American Nobel Prize recipient


Summary

American Nobel Prize recipient

FieldValue
nameFrederick Chapman Robbins
imageFrederick Chapman Robbins nobel.jpg
birth_date
birth_placeAuburn, Alabama
death_date
death_placeCleveland, Ohio
nationalityAmerican
fieldPediatrics
Virology
work_institutionCase Western Reserve University
alma_materUniversity of Missouri
Harvard University
prizesE. Mead Johnson Award (1953)
Nobel Prize in Physiology or Medicine (1954)

Virology Harvard University Nobel Prize in Physiology or Medicine (1954) Frederick Chapman Robbins (August 25, 1916 – August 4, 2003) was an American pediatrician and virologist. He was born in Auburn, Alabama, and grew up in Columbia, Missouri, attending David H. Hickman High School.

He received the Nobel Prize in Physiology or Medicine in 1954 along with John Franklin Enders and Thomas Huckle Weller, making Robbins the only Nobel laureate born in Alabama. The award was for breakthrough work in isolating and growing the poliovirus in tissue culture, paving the way for vaccines developed by Jonas Salk and Albert Sabin. He attended the University of Missouri and Harvard University.

In 1952, he was appointed professor of pediatrics at Case Western Reserve University. Robbins was elected a fellow of the American Academy of Arts and Sciences in 1962. From 1966 to 1980, Robbins was dean of the School of Medicine at Case Western. He was elected to the American Philosophical Society in 1972. In 1980, he assumed the presidency of the National Academy of Sciences' Institute of Medicine. He had been a member of the National Academy of Sciences since 1972. Five years later, in 1985, Robbins returned to Case Western Reserve as dean emeritus and distinguished university professor emeritus. He continued to be a fixture at the medical school until his death in 2003. The medical school's Frederick C. Robbins Society is named in his honor. His wife, Alice N. Robbins, died in 2016. She was the daughter of Nobel laureate John Howard Northrop.
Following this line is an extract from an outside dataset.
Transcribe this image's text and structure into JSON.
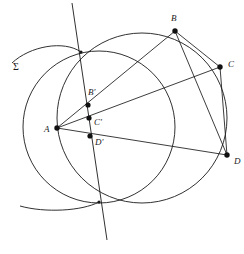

Robbins received the Benjamin Franklin Medal for Distinguished Achievement in the Sciences of the American Philosophical Society in 1999.

References

References

  1. {{Nobelprize
  2. "Book of Members, 1780–2010: Chapter R". American Academy of Arts and Sciences.
  3. (August 8, 2003). "Professor Frederick C. Robbins". The Independent.
  4. "APS Member History".
  5. "Frederick C. Robbins".
  6. [https://web.archive.org/web/20080830083417/http://www.case.edu/visit/tours/health/4.html Health Sciences Tour. 4. Frederick C. Robbins Building]. Case Western Reserve University
  7. "Benjamin Franklin Medal for Distinguished Achievement in the Sciences Recipients". [[American Philosophical Society]].